Wade Stubbs on North Caicos
The best preserved of the plantation sites in the Caicos Islands has to be Wades Green.
It is also one of the better-understood sites because Paul Farnsworth, Louisiana State University, carried out archaeological excavations there in 1989. All though it is clear that the interpretation of some of the buildings in the main complex is at question (the Overseers accommodation only gained this name because a set of keys were found there) it was a beginning, which unfortunately has not been followed up. The site has also been a central part in a community project: as part of a drug rehabilitation and anti drug movement there has been an ongoing project to make the site more accessible and the National Trust has also become involved to help interpret the site. This has recently seen an opening ceremony held at the site on September 14th 2001.
Wade Stubbs, a Florida Loyalist, listed his losses during the Revolutionary War as 1 450 acres of land, 15 head of stock and, 4 riding horses with slave holdings of three Negro men and two children. In 1782 Stubbs petitioned the British Crown for land in the Bahamas to compensate his losses.
Wade Stubbs set up “Bellefield” after being granted 860 acres on the 27th March 1789: “860 acres on the island of Grand Caicos, one of our Bahama Islands, bounded on the West by James Misick’s land, easterly by Catherine Davis’ land and vacant land, and southerly by salt marshes”. This was the second of the largest grants of land and on 10th February 1791 he was granted a further 100 acres. Wade Stubbs lives on in the annals of slave history, as it was from his estate in 1800 that 14 slaves escaped together, becoming the largest single escape of slaves in the Bahamian Archipelago.
He was the largest of the plantation owners and at the time of his death in 1822 he owned Wades Green (3000acres), Cheshire Hall (5000 acres) and Haulover. The 1822 slave register lists 384 slaves in his ownership. It appears that after his death Henshall Stubbs took some of the slaves to Grand Turk to work in the salt industry. The remaining slaves were left in North Caicos to fend for themselves. Soon these slaves started to congregate around Kew.
Future research will clearly be made into Wade Stubbs. In recent years the Stubbs family has been one of the most popular to be researched by family historians interested in their relatives in the Turks and Caicos. This is assisting the Museum by providing access to previously unseen documents held in private collections in the USA and Britain.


◆ Problem to work on
In your copy, leave out the pictures; write out all the data exactly.

◆ Provided records
......

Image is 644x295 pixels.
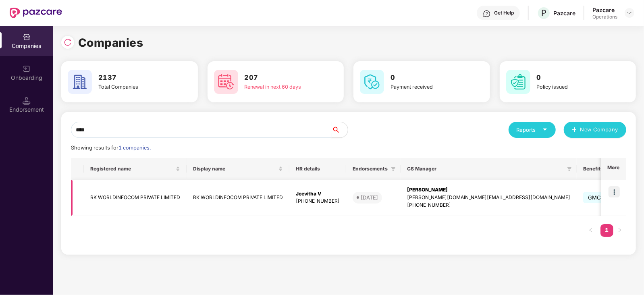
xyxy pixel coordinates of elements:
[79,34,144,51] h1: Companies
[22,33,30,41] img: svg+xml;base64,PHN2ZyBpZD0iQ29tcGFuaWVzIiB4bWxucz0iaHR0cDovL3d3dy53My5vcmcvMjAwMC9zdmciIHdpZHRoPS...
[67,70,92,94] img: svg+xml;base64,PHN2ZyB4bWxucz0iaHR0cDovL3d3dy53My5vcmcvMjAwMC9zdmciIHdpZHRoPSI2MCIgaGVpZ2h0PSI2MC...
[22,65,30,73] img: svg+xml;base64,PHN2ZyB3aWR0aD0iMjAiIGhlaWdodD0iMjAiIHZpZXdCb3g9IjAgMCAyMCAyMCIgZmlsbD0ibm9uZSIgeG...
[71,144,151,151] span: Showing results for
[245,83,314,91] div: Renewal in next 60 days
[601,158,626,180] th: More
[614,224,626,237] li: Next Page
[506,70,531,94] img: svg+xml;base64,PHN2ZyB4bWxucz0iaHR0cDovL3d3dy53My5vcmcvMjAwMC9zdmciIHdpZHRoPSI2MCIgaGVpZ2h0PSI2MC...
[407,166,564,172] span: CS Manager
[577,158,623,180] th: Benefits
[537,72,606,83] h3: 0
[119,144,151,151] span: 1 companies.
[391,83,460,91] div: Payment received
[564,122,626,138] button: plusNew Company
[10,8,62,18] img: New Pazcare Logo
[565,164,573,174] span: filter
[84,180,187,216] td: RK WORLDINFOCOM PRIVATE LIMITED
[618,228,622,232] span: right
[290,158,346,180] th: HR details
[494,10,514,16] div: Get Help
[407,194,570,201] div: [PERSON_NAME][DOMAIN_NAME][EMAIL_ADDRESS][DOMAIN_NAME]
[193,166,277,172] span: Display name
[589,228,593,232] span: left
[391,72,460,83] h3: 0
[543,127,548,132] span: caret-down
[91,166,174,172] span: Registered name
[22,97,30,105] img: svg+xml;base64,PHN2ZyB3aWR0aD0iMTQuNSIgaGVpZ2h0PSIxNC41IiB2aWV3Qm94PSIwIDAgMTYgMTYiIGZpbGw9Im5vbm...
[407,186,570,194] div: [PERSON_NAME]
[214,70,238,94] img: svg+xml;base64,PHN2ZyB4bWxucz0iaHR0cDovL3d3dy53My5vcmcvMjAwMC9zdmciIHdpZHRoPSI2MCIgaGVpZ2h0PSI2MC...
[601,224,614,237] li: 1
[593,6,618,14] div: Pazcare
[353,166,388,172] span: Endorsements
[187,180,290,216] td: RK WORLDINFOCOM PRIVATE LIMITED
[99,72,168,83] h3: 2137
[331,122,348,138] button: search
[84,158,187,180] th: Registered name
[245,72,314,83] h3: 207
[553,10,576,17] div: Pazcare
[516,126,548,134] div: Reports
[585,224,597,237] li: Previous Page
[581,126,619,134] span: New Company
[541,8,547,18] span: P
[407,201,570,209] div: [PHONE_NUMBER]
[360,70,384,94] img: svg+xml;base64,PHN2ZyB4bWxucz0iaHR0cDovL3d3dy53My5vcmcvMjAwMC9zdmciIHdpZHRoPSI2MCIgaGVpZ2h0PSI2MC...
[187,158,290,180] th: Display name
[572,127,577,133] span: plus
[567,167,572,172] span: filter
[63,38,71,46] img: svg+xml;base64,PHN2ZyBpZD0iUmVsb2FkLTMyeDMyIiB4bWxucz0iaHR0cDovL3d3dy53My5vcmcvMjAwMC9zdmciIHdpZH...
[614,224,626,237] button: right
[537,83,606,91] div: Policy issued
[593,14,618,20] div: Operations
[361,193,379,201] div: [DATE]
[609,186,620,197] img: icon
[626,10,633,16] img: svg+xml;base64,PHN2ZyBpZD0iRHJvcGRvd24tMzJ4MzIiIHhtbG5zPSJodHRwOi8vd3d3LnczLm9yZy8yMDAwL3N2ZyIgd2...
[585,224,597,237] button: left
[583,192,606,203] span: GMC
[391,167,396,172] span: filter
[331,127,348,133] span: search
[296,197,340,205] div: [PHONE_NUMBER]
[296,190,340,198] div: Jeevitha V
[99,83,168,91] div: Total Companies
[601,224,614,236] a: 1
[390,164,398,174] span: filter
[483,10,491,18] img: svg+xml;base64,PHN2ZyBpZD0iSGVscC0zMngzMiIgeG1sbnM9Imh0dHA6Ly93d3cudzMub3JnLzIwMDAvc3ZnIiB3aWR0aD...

......

◆ Output for this task
Image is 644x295 pixels.
xyxy pixel coordinates of elements:
[79,34,144,51] h1: Companies
[22,33,30,41] img: svg+xml;base64,PHN2ZyBpZD0iQ29tcGFuaWVzIiB4bWxucz0iaHR0cDovL3d3dy53My5vcmcvMjAwMC9zdmciIHdpZHRoPS...
[67,70,92,94] img: svg+xml;base64,PHN2ZyB4bWxucz0iaHR0cDovL3d3dy53My5vcmcvMjAwMC9zdmciIHdpZHRoPSI2MCIgaGVpZ2h0PSI2MC...
[22,65,30,73] img: svg+xml;base64,PHN2ZyB3aWR0aD0iMjAiIGhlaWdodD0iMjAiIHZpZXdCb3g9IjAgMCAyMCAyMCIgZmlsbD0ibm9uZSIgeG...
[71,144,151,151] span: Showing results for
[245,83,314,91] div: Renewal in next 60 days
[601,158,626,180] th: More
[614,224,626,237] li: Next Page
[506,70,531,94] img: svg+xml;base64,PHN2ZyB4bWxucz0iaHR0cDovL3d3dy53My5vcmcvMjAwMC9zdmciIHdpZHRoPSI2MCIgaGVpZ2h0PSI2MC...
[407,166,564,172] span: CS Manager
[577,158,623,180] th: Benefits
[537,72,606,83] h3: 0
[119,144,151,151] span: 1 companies.
[391,83,460,91] div: Payment received
[564,122,626,138] button: plusNew Company
[10,8,62,18] img: New Pazcare Logo
[565,164,573,174] span: filter
[84,180,187,216] td: RK WORLDINFOCOM PRIVATE LIMITED
[618,228,622,232] span: right
[290,158,346,180] th: HR details
[494,10,514,16] div: Get Help
[407,194,570,201] div: [PERSON_NAME][DOMAIN_NAME][EMAIL_ADDRESS][DOMAIN_NAME]
[193,166,277,172] span: Display name
[589,228,593,232] span: left
[391,72,460,83] h3: 0
[543,127,548,132] span: caret-down
[91,166,174,172] span: Registered name
[22,97,30,105] img: svg+xml;base64,PHN2ZyB3aWR0aD0iMTQuNSIgaGVpZ2h0PSIxNC41IiB2aWV3Qm94PSIwIDAgMTYgMTYiIGZpbGw9Im5vbm...
[407,186,570,194] div: [PERSON_NAME]
[214,70,238,94] img: svg+xml;base64,PHN2ZyB4bWxucz0iaHR0cDovL3d3dy53My5vcmcvMjAwMC9zdmciIHdpZHRoPSI2MCIgaGVpZ2h0PSI2MC...
[601,224,614,237] li: 1
[593,6,618,14] div: Pazcare
[353,166,388,172] span: Endorsements
[187,180,290,216] td: RK WORLDINFOCOM PRIVATE LIMITED
[99,72,168,83] h3: 2137
[331,122,348,138] button: search
[84,158,187,180] th: Registered name
[245,72,314,83] h3: 207
[553,10,576,17] div: Pazcare
[516,126,548,134] div: Reports
[585,224,597,237] li: Previous Page
[581,126,619,134] span: New Company
[541,8,547,18] span: P
[407,201,570,209] div: [PHONE_NUMBER]
[360,70,384,94] img: svg+xml;base64,PHN2ZyB4bWxucz0iaHR0cDovL3d3dy53My5vcmcvMjAwMC9zdmciIHdpZHRoPSI2MCIgaGVpZ2h0PSI2MC...
[187,158,290,180] th: Display name
[572,127,577,133] span: plus
[567,167,572,172] span: filter
[63,38,71,46] img: svg+xml;base64,PHN2ZyBpZD0iUmVsb2FkLTMyeDMyIiB4bWxucz0iaHR0cDovL3d3dy53My5vcmcvMjAwMC9zdmciIHdpZH...
[614,224,626,237] button: right
[537,83,606,91] div: Policy issued
[593,14,618,20] div: Operations
[361,193,379,201] div: [DATE]
[609,186,620,197] img: icon
[626,10,633,16] img: svg+xml;base64,PHN2ZyBpZD0iRHJvcGRvd24tMzJ4MzIiIHhtbG5zPSJodHRwOi8vd3d3LnczLm9yZy8yMDAwL3N2ZyIgd2...
[585,224,597,237] button: left
[583,192,606,203] span: GMC
[391,167,396,172] span: filter
[331,127,348,133] span: search
[296,197,340,205] div: [PHONE_NUMBER]
[296,190,340,198] div: Jeevitha V
[99,83,168,91] div: Total Companies
[601,224,614,236] a: 1
[390,164,398,174] span: filter
[483,10,491,18] img: svg+xml;base64,PHN2ZyBpZD0iSGVscC0zMngzMiIgeG1sbnM9Imh0dHA6Ly93d3cudzMub3JnLzIwMDAvc3ZnIiB3aWR0aD...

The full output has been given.